Department of Health Commissioner Lucinda Jesson said the level of cuts proposed by the Republican-controlled Legislature is unacceptable.

"I think the reduced funding for MERC is particularly a problem when it comes to what we really need to be doing more of, which is training more primary care physicians who want to go practice in Greater Minnesota," Jesson said. "Cutting off those dollars puts us at a real disadvantage."

But the University of Minnesota's Koppel said she's worried that the cuts to MERC will be difficult to fight in the context of the broader budget debate.

"If those dollars go away, the impact will not be felt for six years, but it will be felt," Koppel said. "Small towns will have an extremely difficult time attracting a physician to town if our students have never practiced there."

The MERC program also helps fund dental clinics in Willmar and Hibbing and provides about $500,000 for the Community-University Health Care Center in south Minneapolis.
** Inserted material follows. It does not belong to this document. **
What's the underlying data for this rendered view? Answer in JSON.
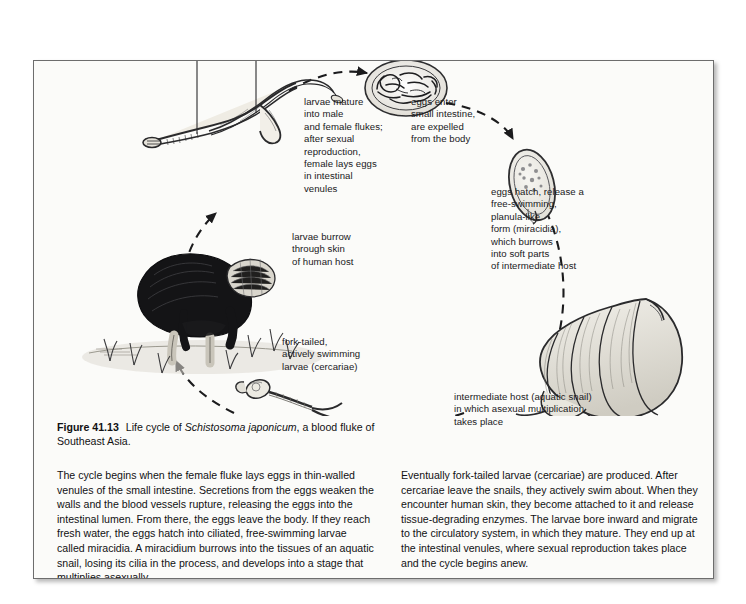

The center provides care to low-income children and adults, including many immigrants.

The Minnesota Hospital Association (MHA) said hospitals would lose $74.5 million in MERC funds in the next two fiscal years under the Legislature's proposal. The lobbying group's figures include the loss of federal matching dollars.

Lawrence Massa, president of the MHA, sent a letter to lawmakers Wednesday saying that the cuts would likely cause hospitals and clinics to eliminate or scale back their training programs.

"Minnesota's primary care workforce will wither while the need for these services skyrockets as more and more seniors need care," Massa wrote.

The largest hospitals stand to lose the most money from the MERC cuts, although smaller clinics could feel the impact of the cuts more due to lower overall operating budgets.

The MHA released spreadsheets this week calculating how much the MERC losses and other cuts would affect hospitals. It found that Hennepin County Medical Center would lose the most from the MERC cuts — about $14.4 million over the next two years. Other hospitals facing significant losses from MERC cuts include Regions Hospital, at $7.2 million, St. Mary's Hospital in Rochester, at $4.2 million, and St. Cloud Hospital, at $2.9 million.

Koppel, of the University of Minnesota's Academic Health Center, said that other cuts to the Health and Human Services budget make the MERC cuts worse. The Minnesota Hospital Association has said the budget will result in the loss of $931 million for hospitals in the next two fiscal years.